The company uses SAML 2.0 and okta for a lot of things and I was told that I have to, if I can, make my ReactJS app use SAML 2.0.
Please, you ask me okta support, or anyone else I have no choice in the matter and I’m not allowed to use OIDC, even though I know that is the recommended way to secure SPA.
My ReactJS is only a client, there is no server side code running, period.
The app makes maybe ten to twenty different API calls.
From what I’ve seen I need to have both a server setup to integrate SAML 2.0, but is this 100% correct?
I can’t spin up any type of web server at all, again my company has rules/limitations.
Is it possible to use something like passport saml passport-okta-oauth with only ReactJS and nothing else?
By the way, I was able to get ReactJS to work with OIDC, found an example and went from there. This configuration does not require a server to be created.
Hi there @peteletkemanrakuten !
Yes, you’ll need a server-side component for SAML support.
As for passport-okta-oauth
, I’m not sure Passport works for browser-based applications as it’s built for Node.js.
I understand you have some constraints to work within, so this suggestion may not be possible, but one option might be bootstrap your React app within a web app context (such as how it’s scaffolded in this SpringBoot+React tutorial). I wish I had better news for you.
Let us know if you need anything else.
@alisaduncan is correct, generally you need a server component. I thought I would respond as well, to explain the reason is the identity server will send the SAML assertion on a redirect message to the ACS, the assertion consumer service URL. So the user’s browser will reach out to the server on the redirect and pass the assertion to it.
But… SAML supports two forms of redirect: POST and “redirect” which is a GET. POST sends the XML assertion as form data, but “redirect” sends it as data on the URL line, URL encoded of course. Typically it is in the query string as the “SAMLResponse” attribute. If you make Okta use the “redirect” format the data should be visible to the SPA once it loads, if it checks it’s own URL. You are going to have to do a bunch of work to attempt this. Nobody I know of has a library or NPM package that will help you do this. And, the assertion size is limited by the constraints of the query string.
So… if your server ignores the query string when the user’s browser lands there and returns the SPA correctly you can:
- Configure Okta to use the SPA landing URL as the ACS (also known as the service provider login URL).
- Have the application redirect the user to the identity provider login URL (Okta sets that) to initiate the login. Of course if the user is already logged into the Okta organization SSO kicks in.
- Have the application look for the assertion in the query string when it loads, if it is there it knows who the user is. Of course you really need to check the digital signature, the identity provider entity id, and the audience in the assertion data
![:slight_smile: :slight_smile:](https://emoji.discourse-cdn.com/twitter/slight_smile.png?v=12)
Disclaimer: of course Okta supports none of this hack to get the assertion to the SPA!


▶ EXERCISE PROMPT
Write only the number of lines in the entries below that contain the string "outline".

(Entries taken from a collection)
****

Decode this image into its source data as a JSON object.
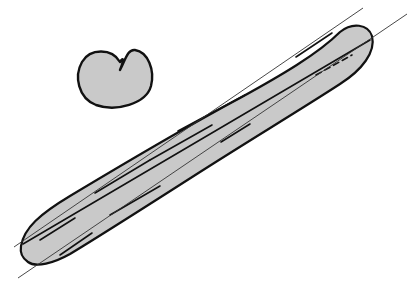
{
  "figure": {
    "colors": {
      "background": "#ffffff",
      "fill": "#c9c9c9",
      "outline": "#111111",
      "guide_line": "#333333"
    },
    "roll": {
      "label": "round-roll",
      "path": "M120,62 C112,48 90,48 82,62 C74,76 78,98 96,105 C116,112 146,104 151,86 C155,70 148,52 135,50 C128,49 126,58 120,70 C124,60 124,56 120,62 Z"
    },
    "baguette": {
      "label": "baguette",
      "outline": "M21,246 C24,228 40,214 70,196 C120,166 180,130 240,98 C280,76 318,54 340,32 C352,22 368,24 372,36 C376,52 362,70 340,84 C300,110 250,140 200,172 C150,204 100,236 70,254 C54,263 36,268 28,262 C22,258 20,252 21,246 Z",
      "scores": [
        {
          "x1": 23,
          "y1": 244,
          "x2": 370,
          "y2": 40,
          "dash": ""
        },
        {
          "x1": 95,
          "y1": 193,
          "x2": 150,
          "y2": 160,
          "dash": ""
        },
        {
          "x1": 150,
          "y1": 160,
          "x2": 212,
          "y2": 125,
          "dash": ""
        },
        {
          "x1": 178,
          "y1": 131,
          "x2": 245,
          "y2": 95,
          "dash": ""
        },
        {
          "x1": 221,
          "y1": 142,
          "x2": 250,
          "y2": 124,
          "dash": ""
        },
        {
          "x1": 296,
          "y1": 57,
          "x2": 332,
          "y2": 33,
          "dash": ""
        },
        {
          "x1": 316,
          "y1": 75,
          "x2": 352,
          "y2": 55,
          "dash": "6 4"
        },
        {
          "x1": 40,
          "y1": 240,
          "x2": 75,
          "y2": 218,
          "dash": ""
        },
        {
          "x1": 60,
          "y1": 255,
          "x2": 92,
          "y2": 233,
          "dash": ""
        },
        {
          "x1": 110,
          "y1": 215,
          "x2": 160,
          "y2": 186,
          "dash": ""
        }
      ],
      "guide_lines": [
        {
          "x1": 14,
          "y1": 247,
          "x2": 363,
          "y2": 8
        },
        {
          "x1": 18,
          "y1": 278,
          "x2": 407,
          "y2": 14
        }
      ]
    },
    "clipped_caption": "· · ·"
  }
}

****

▶ SOLUTION
2